W210 said:
I wouldnt say that a virus evolved until it sprouted chicken legs and started chasing and infecting people.
So, in other words,
you define what evolution is, and not scientists? So what you've been telling us is that you don't believe in
your definition of evolution.
It’s true, the evidence for evolution will not live up to your misunderstanding of it. Evolution is not about “improvements,” though that is often one of its results. Life forms don’t become “better;” they become better able to survive the conditions they find themselves in. But if those “better and improved” life-forms suddenly find themselves in conditions that are opposite to what they developed in, they will perish. So better is relative.
But there is no uncertainty about the process of evolution through natural selection. That theory is as well established as any scientific theory we have, and indeed better than most. Not only is evolution itself well established as the framework for the development of life on earth, but we know with confidence a great many details about the evolution of many species, including humans.
Homo sapiens--modern man—belongs to the phylum Vertebrata. So, also, do all the mammals, fish, birds, amphibians, and reptiles that have ever walked, crawled, flown, slithered, or swum in every corner of the Earth. All vertebrates share a common pattern of basic architecture, which has remained unchanged over millions of years despite the superficial, specialized adaptations that on first consideration might seem to divide the countless species we see around us. Though they differ in surface detail, all are variations on the theme of DNA and the 30 million ways by which it propagates itself. Every living organism that exists today is the product of a chain of successive mutations that has continued over millions of years.
Darwin did not set out to prove evolution because it reflected any ideas he might have had about how societies should function, or because he found it emotionally appealing. He ended up proposing it because he found it best explained the facts available to him. (And the concept of evolution was not something new that came with Darwin. Like so many ideas, it can be traced back to ancient Greece. What Darwin did was offer for the first time an explanation of how evolution could work in a way that was free of supernatural underpinnings.)
Evolution does indeed offer a consistent and comprehensive interpretation of the facts accumulated from a whole range of disciplines that include paleontology, geology, zoology, botany, embryology, biochemistry, comparative anatomy, anthropology, and behavioral psychology, to name just some. It establishes a common framework within which observations collected from many fields of investigation and tested independently all fit together and have reason for being the way they are. The facts are explained.
What can be said in this respect of creationism? First, it offers no reason why—why the anatomy of different species should show any relatedness at all; why the fossil record should show its progressive accumulation of change; why embryos of different species should be more alike at earlier phases of growth, why isolated populations should diverge….The inevitable rejoinder that “it was made that way” merely acquiesces to the fact; it explains nothing. We could say the same about anything and add not one scrap to our understanding of it. But on the other hand, creationist theory requires the assumption that a creator exists, that a supernatural judge of morals exists who is concerned about the day-to-day affairs of people on this planet, that it communicated its motives to chosen writers of ancient books, that those writers were correct, and honest, in interpreting the source of their inspiration, that later translators were equally infallible…and a long list of similar premises that no scientist would entertain for a moment as a basis for constructing a theory.
A scientific theory explains most and assumes least. Creationism explains nothing and assumes everything.
If you don’t believe in evolutionary theory, do you have another
scientific theory to replace it, or are you just setting a model example for us of avoidance and denial?
Keep in mind, any explanation for a process has to be consistent with both the historical and fossil evidence and with our knowledge of the abilities of present-day humans and other species. We should also apply Ockham’s razor, and make our explanations as simple as possible, based on the minimum number of (plausible) assumptions. Provided that we proceed in such a fashion, anyone who thinks we have it wrong will have an obligation to come up with a better explanation—a better fit with the known facts and with Ockham’s razor.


*WORK INSTRUCTION*
Beginning with the line that contains "Image resolution: width=1443" and ending with the line that contains "Image resolution: width=1162", reproduce the lines of the entries below exactly, omitting pictures.

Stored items
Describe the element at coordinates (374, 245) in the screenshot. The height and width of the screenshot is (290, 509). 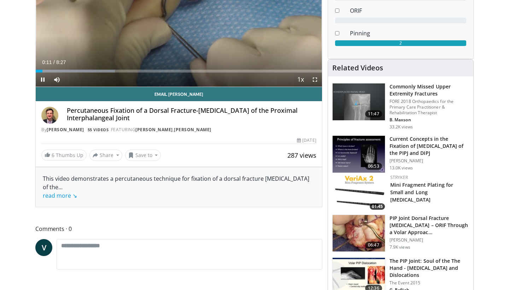
I see `span: 06:47` at that location.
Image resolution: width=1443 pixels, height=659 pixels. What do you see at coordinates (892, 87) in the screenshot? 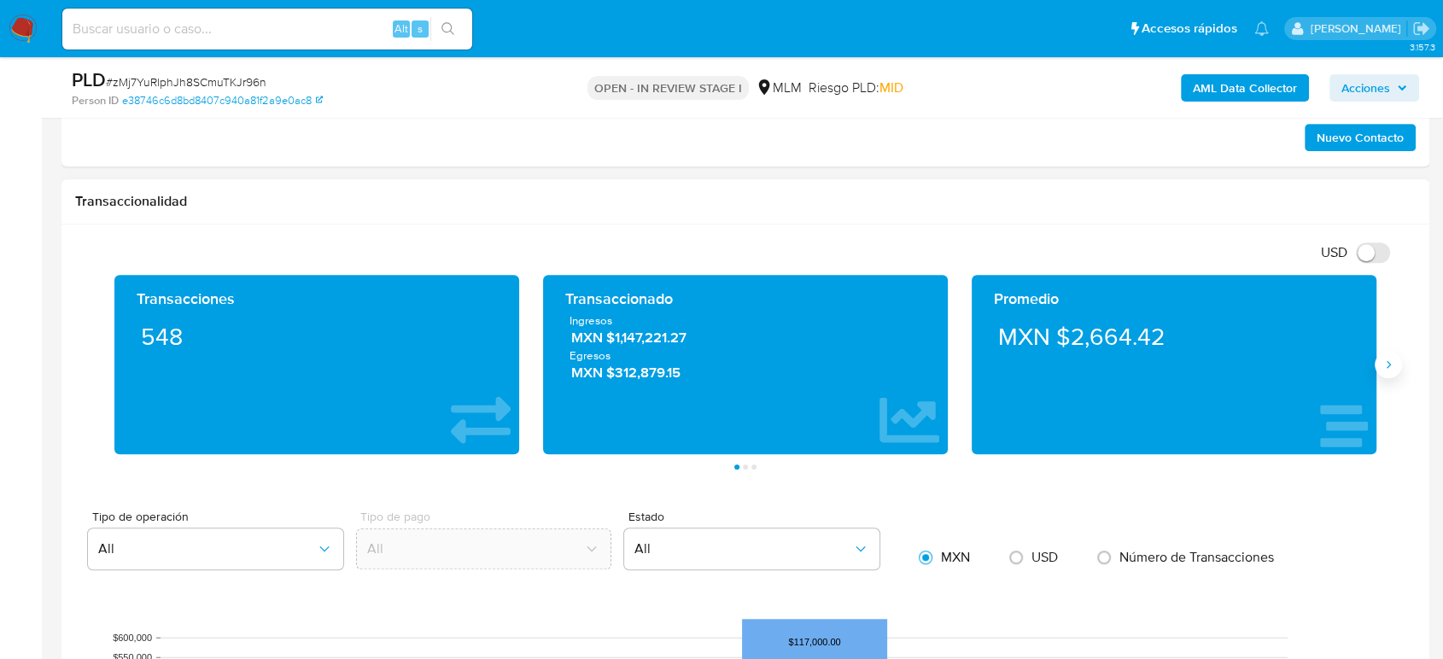
I see `span: MID` at bounding box center [892, 87].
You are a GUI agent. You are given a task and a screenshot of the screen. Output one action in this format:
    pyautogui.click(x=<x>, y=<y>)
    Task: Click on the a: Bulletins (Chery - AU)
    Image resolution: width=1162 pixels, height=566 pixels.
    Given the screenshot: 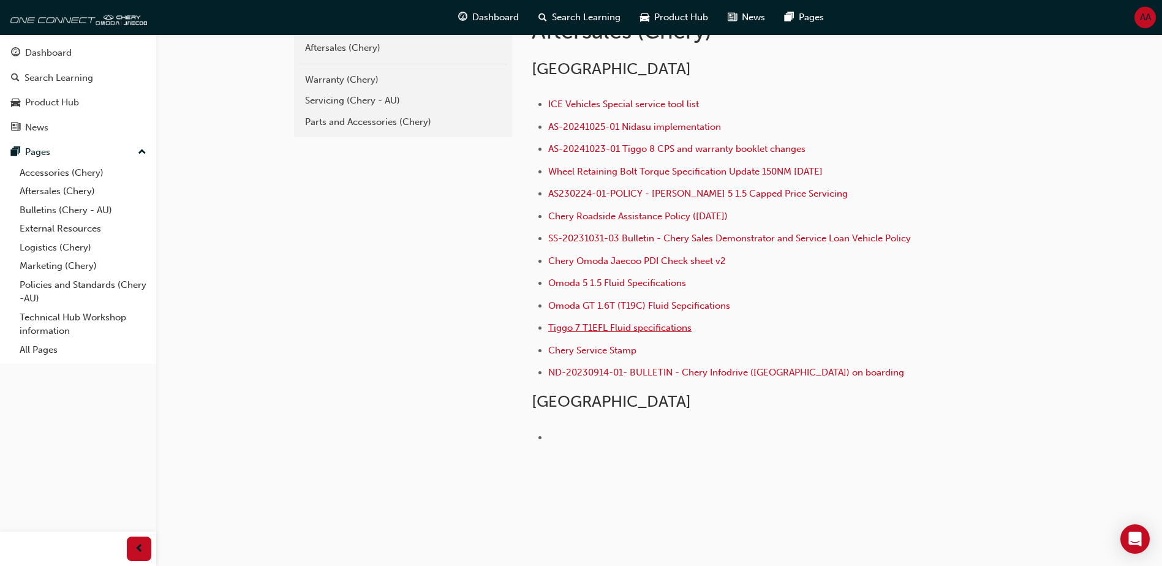 What is the action you would take?
    pyautogui.click(x=83, y=210)
    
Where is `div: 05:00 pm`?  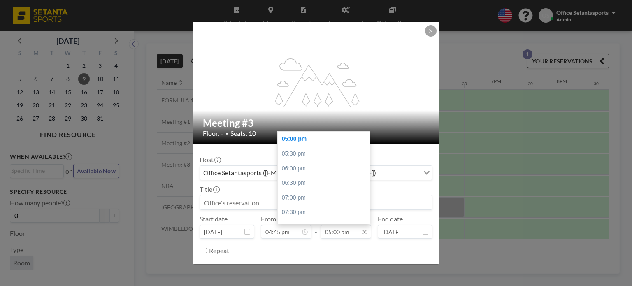
div: 05:00 pm is located at coordinates (326, 139).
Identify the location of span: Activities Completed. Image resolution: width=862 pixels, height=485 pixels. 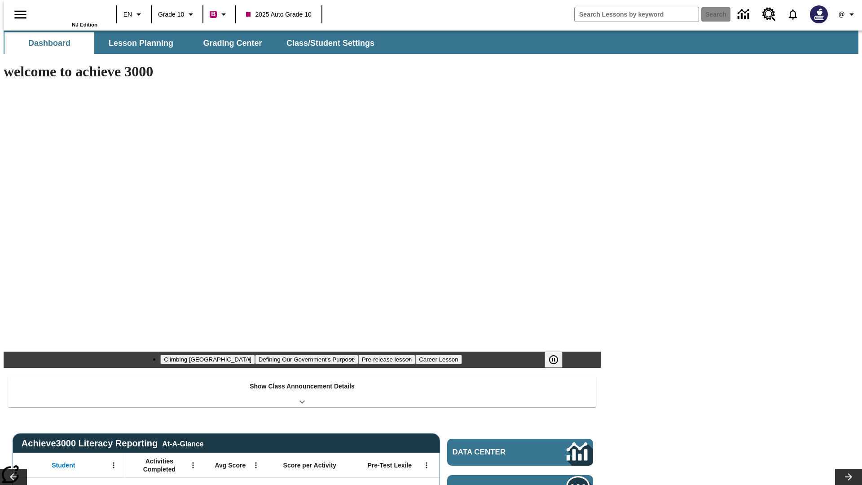
(159, 465).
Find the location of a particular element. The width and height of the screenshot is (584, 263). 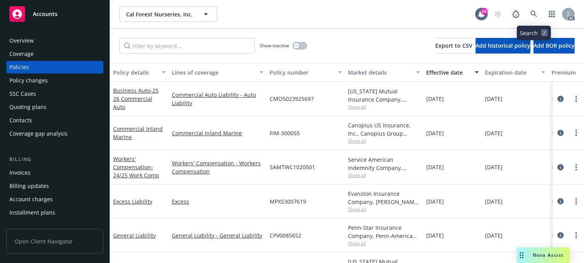

button: Effective date is located at coordinates (452, 72).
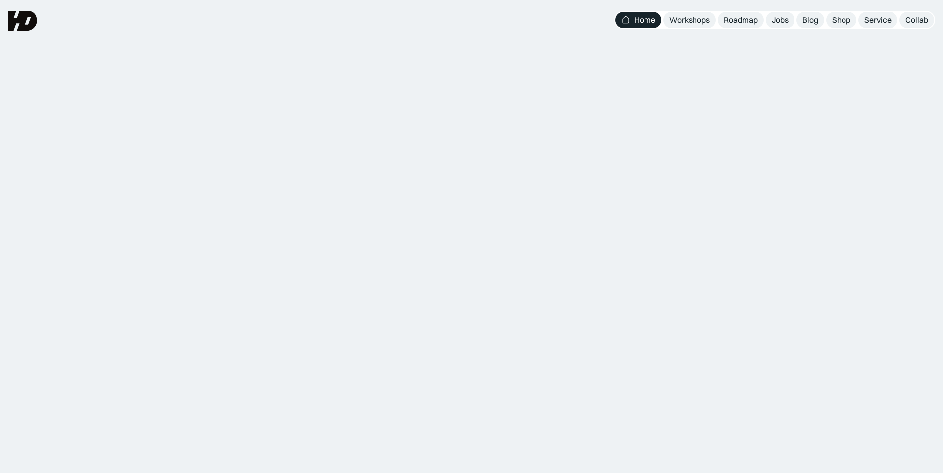 Image resolution: width=943 pixels, height=473 pixels. Describe the element at coordinates (780, 20) in the screenshot. I see `a: Jobs` at that location.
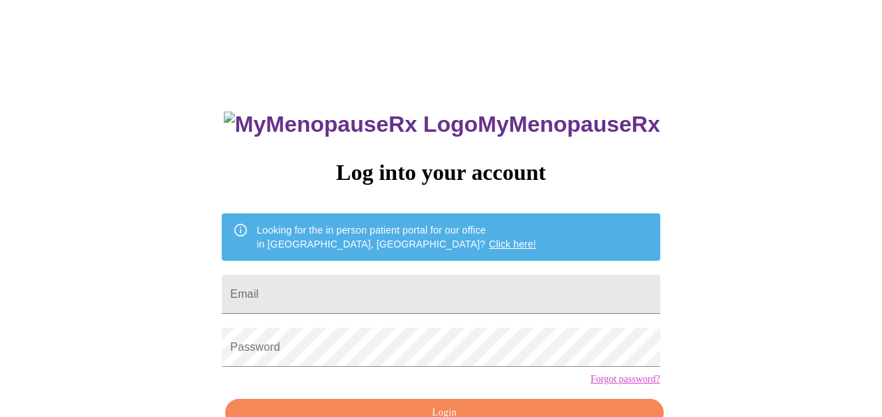  I want to click on a: Click here!, so click(512, 244).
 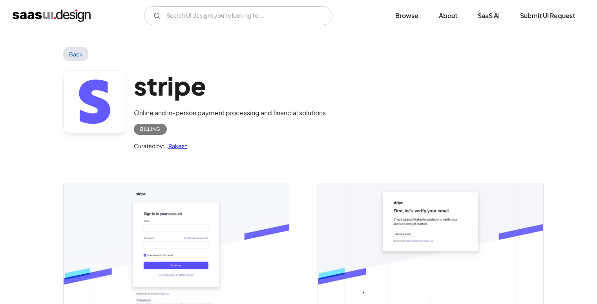 I want to click on a: Back, so click(x=76, y=54).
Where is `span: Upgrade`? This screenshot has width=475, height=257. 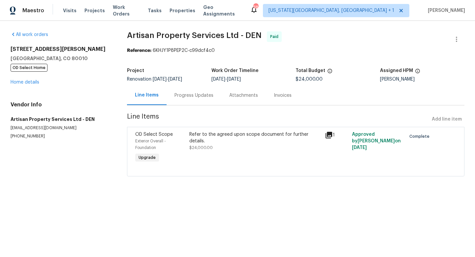 span: Upgrade is located at coordinates (147, 157).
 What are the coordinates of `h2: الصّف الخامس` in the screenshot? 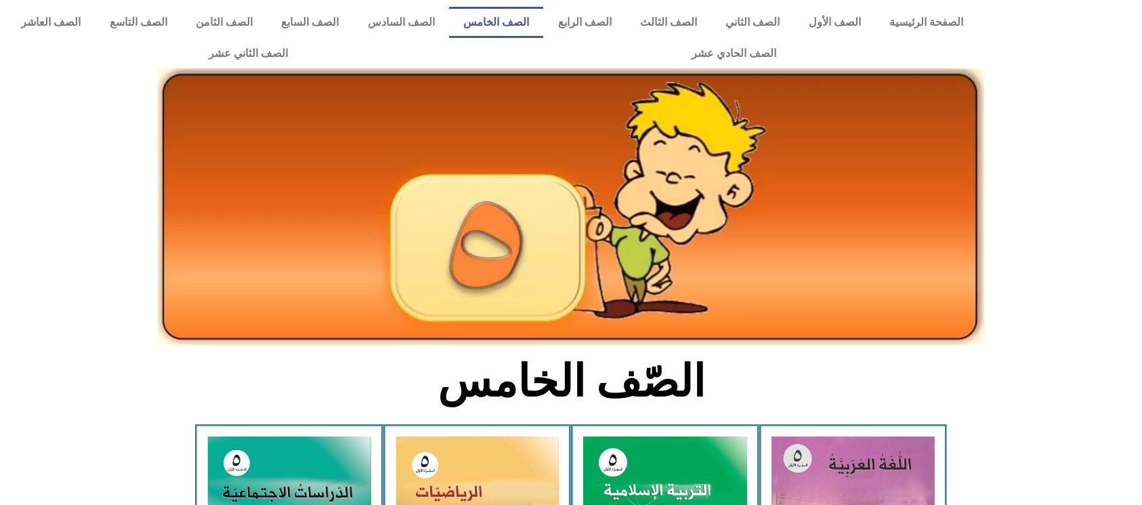 It's located at (571, 381).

*WRITTEN SOLUTION*
Image resolution: width=1443 pixels, height=659 pixels. What do you see at coordinates (892, 87) in the screenshot? 
I see `span: MID` at bounding box center [892, 87].
You are a GUI agent. You are given a task and a screenshot of the screen. Output one action in this format:
    pyautogui.click(x=<x>, y=<y>)
    Task: Click on the a: Bulletins (Chery - AU)
    Image resolution: width=1162 pixels, height=566 pixels.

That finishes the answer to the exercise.